The Judge speaks (excerpts from his decision):
intelligent design is not science. We find that intelligent design fails on three different levels, any one of which is sufficient to preclude a determination that intelligent design is science. They are: (1) intelligent design violates the centuries-old ground rules of science by invoking and permitting supernatural causation; (2) the argument of irreducible complexity, central to intelligent design, employs the same flawed and illogical contrived dualism that doomed creation science in the 1980s; and (3) intelligent design's negative attacks on evolution have been refuted by the scientific community. It is additionally important to note that intelligent design has failed to gain acceptance in the scientific community, it has not generated peer-reviewed publications, nor has it been the subject of testing and research.
The evidence at trial demonstrates that intelligent design is nothing less than the progeny of creationism.
Tell us something we don't know.
The goal of the intelligent-design movement is not to encourage critical thought but to foment a revolution which would supplant evolutionary theory with intelligent design.
One could just as easily say that the goal of evolution was not to encourage critical thought, but to forment a revolution supplanting Creation with a godless paradigm (evolution). Besides, critical thinking isn't the issue. It's the assumption by some folks that use of such will automatically lead to a rejection of Creation, and ultimately of their Christian faith. That's hardly the case, though.
They are: (1) intelligent design violates the centuries-old ground rules of science by invoking and permitting supernatural causation;
Ground rules set by whom? Would that be naturalists/materalists and atheists, who from the start have admitted that their whole purpose for proposing evolution was to deliberately develop a godless explanation for life? They came up with that dogma and hold to it, because if they don't, they must admit to a supernatural source of life. But don't take my word for it:
“The beginning of the evolutionary process raises a question which is as yet unanswerable. What was the origin of life on this planet? Until fairly recent times there was a pretty general belief in the occurrence of ‘spontaneous generation.’ It was supposed that lowly forms of life developed spontaneously from, for example, putrefying meat. But careful experiments, notably those of Pasteur, showed that this conclusion was due to imperfect observation, and it became an accepted doctrine that life never arises except from life. So far as actual evidence goes, this is still the only possible conclusion.
But since it is a conclusion that seems to lead back to some supernatural creative act, it is a conclusion that scientific men find very difficult of acceptance. It carries with it what are felt to be, in the present mental climate, undesirable philosophic implications, and it is opposed to the scientific desire for continuity. It introduces an unaccountable break in the chain of causation, and therefore cannot be admitted as part of science unless it is quite impossible to reject it.

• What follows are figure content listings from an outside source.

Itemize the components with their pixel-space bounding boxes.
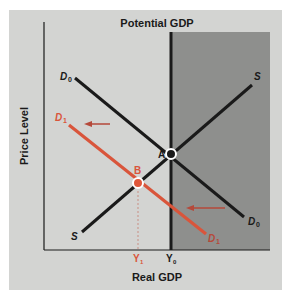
point-b-label: B <box>134 165 141 176</box>
svg-text:0: 0 <box>256 221 260 228</box>
y0-tick-label: Y 0 <box>166 253 177 265</box>
d0-top-label: D 0 <box>60 71 72 83</box>
y1-tick-label: Y 1 <box>133 253 144 265</box>
svg-text:0: 0 <box>68 76 72 83</box>
svg-text:1: 1 <box>63 117 67 124</box>
svg-text:Y: Y <box>166 253 173 264</box>
s-top-label: S <box>254 71 261 82</box>
ad-as-chart: Potential GDP Real GDP Price Level D 0 D… <box>0 0 292 298</box>
y-axis-label: Price Level <box>18 107 30 165</box>
svg-text:D: D <box>208 233 215 244</box>
svg-text:1: 1 <box>140 259 144 265</box>
point-b-marker <box>133 178 143 188</box>
shift-arrow-top <box>84 121 110 127</box>
svg-text:1: 1 <box>216 238 220 245</box>
point-a-marker <box>166 149 176 159</box>
svg-text:0: 0 <box>173 259 177 265</box>
s-bottom-label: S <box>71 231 78 242</box>
chart-title: Potential GDP <box>120 17 193 29</box>
svg-text:D: D <box>248 216 255 227</box>
d1-top-label: D 1 <box>55 112 67 124</box>
svg-text:Y: Y <box>133 253 140 264</box>
svg-text:D: D <box>55 112 62 123</box>
x-axis-label: Real GDP <box>132 271 182 283</box>
svg-text:D: D <box>60 71 67 82</box>
point-a-label: A <box>158 149 165 160</box>
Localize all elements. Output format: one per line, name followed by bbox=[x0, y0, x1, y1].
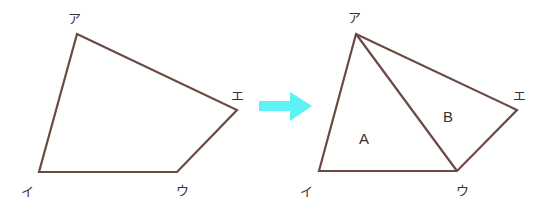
vertex-label-i: イ bbox=[21, 184, 34, 199]
quadrilateral-outline bbox=[39, 34, 237, 172]
vertex-label-u: ウ bbox=[456, 183, 469, 198]
region-label-a: A bbox=[359, 130, 369, 147]
vertex-label-e: エ bbox=[231, 88, 244, 103]
vertex-label-e: エ bbox=[513, 88, 526, 103]
vertex-label-a: ア bbox=[348, 10, 361, 25]
quadrilateral-division-diagram: ア エ ウ イ ア エ ウ イ A B bbox=[0, 0, 551, 200]
right-arrow-icon bbox=[259, 92, 312, 121]
quadrilateral-outline bbox=[319, 34, 517, 171]
vertex-label-i: イ bbox=[300, 184, 313, 199]
region-label-b: B bbox=[443, 108, 453, 125]
diagonal-line bbox=[356, 34, 457, 171]
left-quadrilateral: ア エ ウ イ bbox=[21, 11, 244, 199]
vertex-label-u: ウ bbox=[176, 183, 189, 198]
right-quadrilateral: ア エ ウ イ A B bbox=[300, 10, 526, 199]
vertex-label-a: ア bbox=[68, 11, 81, 26]
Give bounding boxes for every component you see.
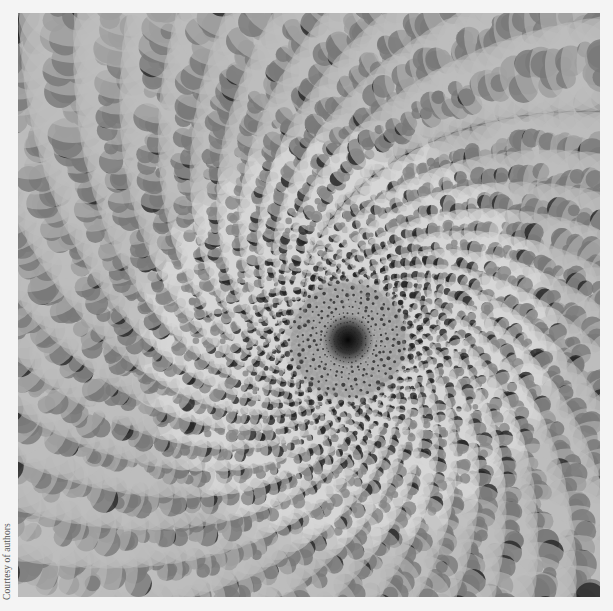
fractal-spiral-image bbox=[18, 13, 600, 597]
fractal-graphic bbox=[18, 13, 600, 597]
image-credit: Courtesy of authors bbox=[2, 523, 12, 600]
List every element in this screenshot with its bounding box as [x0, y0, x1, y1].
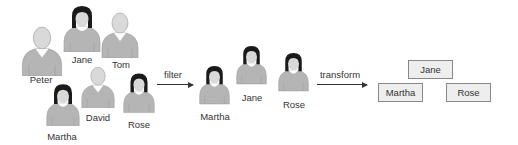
male-person-icon	[100, 12, 140, 58]
female-person-icon	[62, 6, 102, 52]
result-box-martha: Martha	[378, 83, 423, 102]
result-box-rose: Rose	[446, 83, 491, 102]
person-label: David	[86, 112, 110, 123]
person-peter	[20, 26, 64, 76]
person-label: Jane	[72, 54, 93, 65]
female-person-icon	[122, 72, 156, 114]
person-martha	[45, 84, 81, 126]
person-rose	[122, 72, 156, 114]
person-label: Martha	[200, 111, 230, 122]
male-person-icon	[80, 66, 116, 108]
transform-label: transform	[320, 69, 360, 80]
female-person-icon	[277, 51, 310, 93]
person-jane-filtered	[235, 44, 268, 86]
female-person-icon	[235, 44, 268, 86]
person-label: Rose	[128, 119, 150, 130]
person-david	[80, 66, 116, 108]
person-label: Jane	[242, 92, 263, 103]
filter-arrow	[157, 84, 193, 85]
person-rose-filtered	[277, 51, 310, 93]
person-label: Rose	[283, 99, 305, 110]
female-person-icon	[198, 64, 231, 106]
filter-label: filter	[164, 69, 182, 80]
person-tom	[100, 12, 140, 58]
person-label: Martha	[47, 131, 77, 142]
female-person-icon	[45, 84, 81, 126]
result-box-jane: Jane	[408, 60, 453, 79]
person-martha-filtered	[198, 64, 231, 106]
transform-arrow	[317, 84, 367, 85]
male-person-icon	[20, 26, 64, 76]
person-jane	[62, 6, 102, 52]
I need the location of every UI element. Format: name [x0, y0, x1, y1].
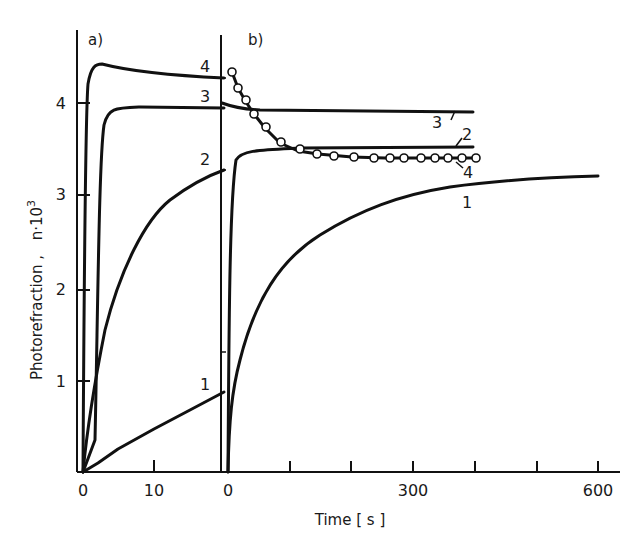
y-tick-2: 2 — [56, 280, 66, 299]
curve-b-3 — [222, 103, 473, 112]
panel-b-curves: 3 2 4 1 — [222, 68, 598, 472]
panel-a-label: a) — [88, 31, 103, 49]
y-tick-1: 1 — [56, 372, 66, 391]
x-axis-label: Time [ s ] — [314, 511, 386, 529]
panel-a-x-tick-labels: 0 10 — [78, 481, 164, 500]
panel-b-label: b) — [248, 31, 263, 49]
curve-b-1 — [228, 176, 598, 472]
y-tick-labels: 4 3 2 1 — [56, 94, 66, 391]
xb-tick-600: 600 — [583, 481, 614, 500]
curve-b-label-3: 3 — [432, 113, 442, 132]
curve-a-label-2: 2 — [200, 150, 210, 169]
panel-b-x-tick-labels: 0 300 600 — [223, 481, 613, 500]
y-axis-label: Photorefraction , n·103 — [25, 200, 46, 380]
panel-a-curves: 4 3 2 1 — [83, 57, 224, 472]
curve-b-label-4: 4 — [463, 163, 473, 182]
y-tick-3: 3 — [56, 185, 66, 204]
y-tick-4: 4 — [56, 94, 66, 113]
curve-a-2 — [83, 170, 224, 472]
xb-tick-300: 300 — [398, 481, 429, 500]
curve-a-label-4: 4 — [200, 57, 210, 76]
xa-tick-10: 10 — [144, 481, 164, 500]
curve-a-label-1: 1 — [200, 375, 210, 394]
xb-tick-0: 0 — [223, 481, 233, 500]
photorefraction-chart: Photorefraction , n·103 4 3 2 1 0 10 a) — [0, 0, 641, 547]
curve-b-label-2: 2 — [462, 125, 472, 144]
xa-tick-0: 0 — [78, 481, 88, 500]
panel-b-axes — [221, 35, 620, 472]
svg-text:Photorefraction , n·103: Photorefraction , n·103 — [25, 200, 46, 380]
curve-a-label-3: 3 — [200, 87, 210, 106]
curve-b-2 — [228, 147, 473, 472]
curve-b-label-1: 1 — [462, 193, 472, 212]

For that reason most scientific men prefer to believe that life arose, in some way not yet understood, from inorganic matter in accordance with the laws of physics and chemistry” - J. W. N. Sullivan.
The Limitations of Science The reasonable view was to believe in spontaneous generation; the only alternative, to believe in a single, primary act of supernatural creation. There is no third position. For this reason many scientists a century ago chose to regard the belief in spontaneous generation as a "philosophical necessity." It is a symptom of the philosophical poverty of our time that this necessity is no longer appreciated. Most modern biologists, having reviewed with satisfaction the downfall of the spontaneous generation hypothesis, yet unwilling to accept the alternative belief in special creation, are left with nothing. One has only to contemplate the magnitude of this task to concede that the spontaneous generation of a living organism is impossible. Yet here we are—as a result, I believe, of spontaneous generation" George Wald, "The Origin of Life",
Scientific American, 1954
(2) the argument of irreducible complexity, central to intelligent design, employs the same flawed and illogical contrived dualism that doomed creation science in the 1980s;
Creation science is anything but doomed. Otherwise, evolutionists wouldn't be running to lawyers and judges, trying to suppress something that they claim "science" so easily does. Complexity is at the very heart of the matter. As part of the scientific process is observation, you would think that evolutionists would be able to show such regarding "simple" organisms evolving into complex ones. Unfortunately, that ain't the case.
(3) intelligent design's negative attacks on evolution have been refuted by the scientific community. It is additionally important to note that intelligent design has failed to gain acceptance in the scientific community, it has not generated peer-reviewed publications, nor has it been the subject of testing and research.
Point 3 is also incorrect, to a degree. Since evolutionists don't want research countering their godless mantra in their journals, creationists developed scientific, peer-reviewed journals of their own. One such is called "Creation ex nihilo Technical Journal", or simply "TJ". As for it not being the subject of testing and research, that is also incorrect. Among such testing and research is a program, known as RATE (Radiocarbon dating and the Age of the Earth), which challenges how rocks are dated and shows evidence for a young earth.
Although this court case was in Pennsylvania, the irony is that for all this talk about the alleged threats to constitutionality that teaching Creation causes, evolutionists are getting bent out of shape and sending self-appointed constitutional watchdogs (i.e. DefCon) to wail about one AiG Creation Museum in Kentucky, the construction for which was paid by private citizens with private money.